Is methodological rigor all that is necessary to establish a humanities curriculum, or do humanists have a duty to center moral principles in our pedagogy? How might we bridge the two extremes of delineating humanities departments in American universities—rigidly bordered individual fields versus large umbrella programs like the Global Humanities? What could exist between the scales of the local and the global?
After the conquest, Tenochtitlan became Mexico, but the city remained predominantly indigenous. As a viceregal capital and global commercial hub, Mexico City underwent profound changes as ethnic newcomers from Oaxaca to Manila elbowed out the Nahua from their barrios, and Aztec systems of water management survived even as dikes and canals were modified.
Offering a provocative critique of the unspoken liberal underpinning of historiography on slavery, Herman Bennett's new study is addressed to Europeanists who have ignored the centrality of slavery to early modern political theory.
According to myth, The Alamo honors the resilience and courage of Anglos and Tejanos pitted against Mexican centralism, brutality, and corruption. In fact, The Alamo is all about emancipation and slavery.
Losing in Literature—Winning in Human Rights
Is it possible to fail aesthetically but succeed ethically? I thought of this question as I read Mario Vargas Llosa’s recent The Dream of the Celt, published in 2010, the year he won the Nobel Prize for literature, and now available in English.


What you have to do
Your reply must consist of the data below, reproduced character for character.

[Records from a collection]
┌──

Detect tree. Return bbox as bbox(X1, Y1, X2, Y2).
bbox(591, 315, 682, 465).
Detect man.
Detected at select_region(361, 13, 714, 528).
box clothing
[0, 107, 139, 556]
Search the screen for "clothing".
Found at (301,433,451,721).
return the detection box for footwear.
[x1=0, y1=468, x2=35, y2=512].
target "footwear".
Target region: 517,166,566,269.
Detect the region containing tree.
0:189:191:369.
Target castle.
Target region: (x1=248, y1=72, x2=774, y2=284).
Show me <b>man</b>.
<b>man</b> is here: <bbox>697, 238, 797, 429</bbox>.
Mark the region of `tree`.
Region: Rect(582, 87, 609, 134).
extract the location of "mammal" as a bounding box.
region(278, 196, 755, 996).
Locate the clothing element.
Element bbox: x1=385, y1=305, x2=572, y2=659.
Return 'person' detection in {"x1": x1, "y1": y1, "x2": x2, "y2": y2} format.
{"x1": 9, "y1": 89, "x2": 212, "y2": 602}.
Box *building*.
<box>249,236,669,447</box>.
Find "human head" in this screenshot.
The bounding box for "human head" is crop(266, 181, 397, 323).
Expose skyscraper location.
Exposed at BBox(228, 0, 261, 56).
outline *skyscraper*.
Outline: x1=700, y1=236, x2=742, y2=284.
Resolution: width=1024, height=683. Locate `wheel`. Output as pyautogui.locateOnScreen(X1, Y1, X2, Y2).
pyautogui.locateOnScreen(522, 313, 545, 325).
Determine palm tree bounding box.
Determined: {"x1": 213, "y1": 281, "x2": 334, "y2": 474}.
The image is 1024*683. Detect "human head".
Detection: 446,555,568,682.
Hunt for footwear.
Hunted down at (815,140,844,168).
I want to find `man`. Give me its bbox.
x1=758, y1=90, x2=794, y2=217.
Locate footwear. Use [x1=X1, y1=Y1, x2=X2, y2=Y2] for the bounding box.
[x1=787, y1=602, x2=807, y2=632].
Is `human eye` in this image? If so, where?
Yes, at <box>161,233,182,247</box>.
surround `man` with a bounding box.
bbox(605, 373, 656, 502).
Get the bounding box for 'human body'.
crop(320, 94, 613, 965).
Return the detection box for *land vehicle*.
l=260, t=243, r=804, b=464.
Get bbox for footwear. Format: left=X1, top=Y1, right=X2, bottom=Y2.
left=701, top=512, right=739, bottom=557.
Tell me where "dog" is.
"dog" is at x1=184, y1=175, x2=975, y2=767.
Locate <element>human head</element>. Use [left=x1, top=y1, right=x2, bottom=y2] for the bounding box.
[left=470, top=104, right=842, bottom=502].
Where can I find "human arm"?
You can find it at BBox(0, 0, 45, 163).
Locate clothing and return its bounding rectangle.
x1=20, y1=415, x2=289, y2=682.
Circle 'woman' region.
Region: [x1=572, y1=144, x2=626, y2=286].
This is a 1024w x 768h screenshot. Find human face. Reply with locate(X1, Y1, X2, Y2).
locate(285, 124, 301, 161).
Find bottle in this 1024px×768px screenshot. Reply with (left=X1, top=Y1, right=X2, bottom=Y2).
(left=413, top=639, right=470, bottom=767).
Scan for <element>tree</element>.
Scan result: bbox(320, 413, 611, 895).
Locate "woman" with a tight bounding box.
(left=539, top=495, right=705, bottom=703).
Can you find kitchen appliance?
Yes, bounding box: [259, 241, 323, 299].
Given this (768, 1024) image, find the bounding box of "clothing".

└──

Solution to this task
Detect tree. Return bbox as bbox(X1, Y1, X2, Y2).
bbox(591, 315, 682, 465).
Detect man.
Detected at select_region(361, 13, 714, 528).
box clothing
[0, 107, 139, 556]
Search the screen for "clothing".
Found at (301,433,451,721).
return the detection box for footwear.
[x1=0, y1=468, x2=35, y2=512].
target "footwear".
Target region: 517,166,566,269.
Detect the region containing tree.
0:189:191:369.
Target castle.
Target region: (x1=248, y1=72, x2=774, y2=284).
Show me <b>man</b>.
<b>man</b> is here: <bbox>697, 238, 797, 429</bbox>.
Mark the region of `tree`.
Region: Rect(582, 87, 609, 134).
extract the location of "mammal" as a bounding box.
region(278, 196, 755, 996).
Locate the clothing element.
Element bbox: x1=385, y1=305, x2=572, y2=659.
Return 'person' detection in {"x1": x1, "y1": y1, "x2": x2, "y2": y2} format.
{"x1": 9, "y1": 89, "x2": 212, "y2": 602}.
Box *building*.
<box>249,236,669,447</box>.
Find "human head" in this screenshot.
The bounding box for "human head" is crop(266, 181, 397, 323).
Expose skyscraper location.
Exposed at BBox(228, 0, 261, 56).
outline *skyscraper*.
Outline: x1=700, y1=236, x2=742, y2=284.
Resolution: width=1024, height=683. Locate `wheel`. Output as pyautogui.locateOnScreen(X1, Y1, X2, Y2).
pyautogui.locateOnScreen(522, 313, 545, 325).
Determine palm tree bounding box.
Determined: {"x1": 213, "y1": 281, "x2": 334, "y2": 474}.
The image is 1024*683. Detect "human head".
Detection: 446,555,568,682.
Hunt for footwear.
Hunted down at (815,140,844,168).
I want to find `man`. Give me its bbox.
x1=758, y1=90, x2=794, y2=217.
Locate footwear. Use [x1=X1, y1=Y1, x2=X2, y2=Y2] for the bounding box.
[x1=787, y1=602, x2=807, y2=632].
Is `human eye` in this image? If so, where?
Yes, at <box>161,233,182,247</box>.
surround `man` with a bounding box.
bbox(605, 373, 656, 502).
Get the bounding box for 'human body'.
crop(320, 94, 613, 965).
Return the detection box for *land vehicle*.
l=260, t=243, r=804, b=464.
Get bbox for footwear. Format: left=X1, top=Y1, right=X2, bottom=Y2.
left=701, top=512, right=739, bottom=557.
Tell me where "dog" is.
"dog" is at x1=184, y1=175, x2=975, y2=767.
Locate <element>human head</element>. Use [left=x1, top=y1, right=x2, bottom=y2] for the bounding box.
[left=470, top=104, right=842, bottom=502].
Where can I find "human arm"?
You can find it at BBox(0, 0, 45, 163).
Locate clothing and return its bounding rectangle.
x1=20, y1=415, x2=289, y2=682.
Circle 'woman' region.
Region: [x1=572, y1=144, x2=626, y2=286].
This is a 1024w x 768h screenshot. Find human face. Reply with locate(X1, Y1, X2, Y2).
locate(285, 124, 301, 161).
Find bottle in this 1024px×768px screenshot. Reply with (left=X1, top=Y1, right=X2, bottom=Y2).
(left=413, top=639, right=470, bottom=767).
Scan for <element>tree</element>.
Scan result: bbox(320, 413, 611, 895).
Locate "woman" with a tight bounding box.
(left=539, top=495, right=705, bottom=703).
Can you find kitchen appliance?
Yes, bounding box: [259, 241, 323, 299].
Given this (768, 1024) image, find the bounding box of "clothing".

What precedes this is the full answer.